Lipoprotein(a) is a genetically inherited cholesterol particle that promotes both arterial plaque and blood clot formation. It is one of the most potent independent risk factors for heart attack and stroke — and it's almost never tested in standard panels.

Why we included it: Up to 1 in 5 people carry elevated Lp(a) without knowing it. It doesn't respond to diet or standard medications, so identifying it early is critical for tailoring your prevention strategy before symptoms appear.

Apolipoprotein B (ApoB) counts every harmful cholesterol particle in your blood — LDL, VLDL, and IDL. Each particle carries exactly one ApoB molecule, making it the most precise measure of cardiovascular and stroke particle burden available.

Why we included it: Major cardiology organizations now recommend ApoB over LDL as the primary lipid marker for cardiovascular risk.
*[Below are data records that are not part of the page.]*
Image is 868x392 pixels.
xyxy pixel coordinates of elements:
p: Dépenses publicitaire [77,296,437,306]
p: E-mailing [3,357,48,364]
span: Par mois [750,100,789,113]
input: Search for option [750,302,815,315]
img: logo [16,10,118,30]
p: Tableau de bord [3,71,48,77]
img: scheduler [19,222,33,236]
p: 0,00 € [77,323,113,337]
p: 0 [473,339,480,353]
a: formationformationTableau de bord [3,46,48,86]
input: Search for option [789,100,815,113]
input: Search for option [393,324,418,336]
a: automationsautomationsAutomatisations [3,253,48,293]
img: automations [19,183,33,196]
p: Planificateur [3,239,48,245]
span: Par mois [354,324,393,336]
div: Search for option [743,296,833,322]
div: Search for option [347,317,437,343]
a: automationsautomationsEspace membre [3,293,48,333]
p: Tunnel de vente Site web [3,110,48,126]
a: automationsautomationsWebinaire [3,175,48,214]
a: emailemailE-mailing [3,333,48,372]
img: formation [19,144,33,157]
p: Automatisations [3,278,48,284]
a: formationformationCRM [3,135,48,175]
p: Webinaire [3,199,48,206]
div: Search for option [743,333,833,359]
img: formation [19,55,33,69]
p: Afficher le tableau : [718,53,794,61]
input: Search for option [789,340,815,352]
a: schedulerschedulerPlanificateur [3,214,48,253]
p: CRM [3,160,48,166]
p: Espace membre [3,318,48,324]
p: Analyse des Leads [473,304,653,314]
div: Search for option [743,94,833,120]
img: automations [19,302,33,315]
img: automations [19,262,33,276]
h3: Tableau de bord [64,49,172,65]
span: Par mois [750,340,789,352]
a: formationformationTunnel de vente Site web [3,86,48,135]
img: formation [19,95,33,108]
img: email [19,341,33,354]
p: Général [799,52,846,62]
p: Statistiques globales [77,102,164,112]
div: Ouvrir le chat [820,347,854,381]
Some people with normal LDL have dangerously high ApoB — a hidden risk that standard panels miss entirely.

High-sensitivity C-Reactive Protein (hsCRP) measures vascular inflammation — the process that turns cholesterol deposits into dangerous rupture-prone plaques and makes blood vessels more prone to the clot formation that causes strokes.

Why we included it: Half of all heart attacks occur in people with normal cholesterol, and elevated hsCRP doubles stroke risk independently of lipid levels. It's one of the most powerful actionable markers available — and it responds directly to lifestyle changes.

Total cholesterol is the starting point for any cardiovascular assessment — a combined measure of all cholesterol types circulating in your blood, providing essential context for interpreting your full lipid profile.

Why we included it: It provides the baseline framework for understanding how your HDL, LDL, and triglycerides fit together to form your overall vascular and stroke risk picture.

HDL (High-Density Lipoprotein) is your protective cholesterol — it scavenges harmful particles from artery walls and shuttles them back to the liver. Higher levels are associated with lower risk for both heart disease and stroke.

Why we included it: Low HDL is one of the strongest independent predictors of heart disease and stroke, and one of the most responsive markers to exercise and diet — giving you a direct measure of whether lifestyle changes are working.

LDL (Low-Density Lipoprotein) is the primary driver of arterial plaque buildup. When LDL particles penetrate artery walls and oxidize, they trigger the inflammatory cascade that underlies most heart attacks and strokes.

Why we included it: LDL remains the most studied and clinically actionable lipid marker for both heart disease and stroke prevention — and the standard benchmark against which advanced markers like ApoB are compared.

Triglycerides are blood fats that elevate after excess sugar and refined carbohydrate intake. High levels drive the formation of small dense LDL — the most dangerous and artery-clogging form of cholesterol for both cardiac and stroke risk.

Why we included it: High triglycerides combined with low HDL is one of the most predictive patterns for both heart attack and stroke risk — and one of the first signs that metabolic health is declining.

HbA1c reflects your average blood sugar over the past 2–3 months. Chronically elevated blood sugar stiffens blood vessels, promotes inflammation, and dramatically accelerates both cardiovascular disease and stroke risk.

Why we included it: Diabetes and prediabetes double or triple stroke risk, and even mildly elevated HbA1c — well below the diabetes threshold — significantly increases the risk of a cardiac event. HbA1c catches blood sugar problems months or years before they're clinically diagnosed.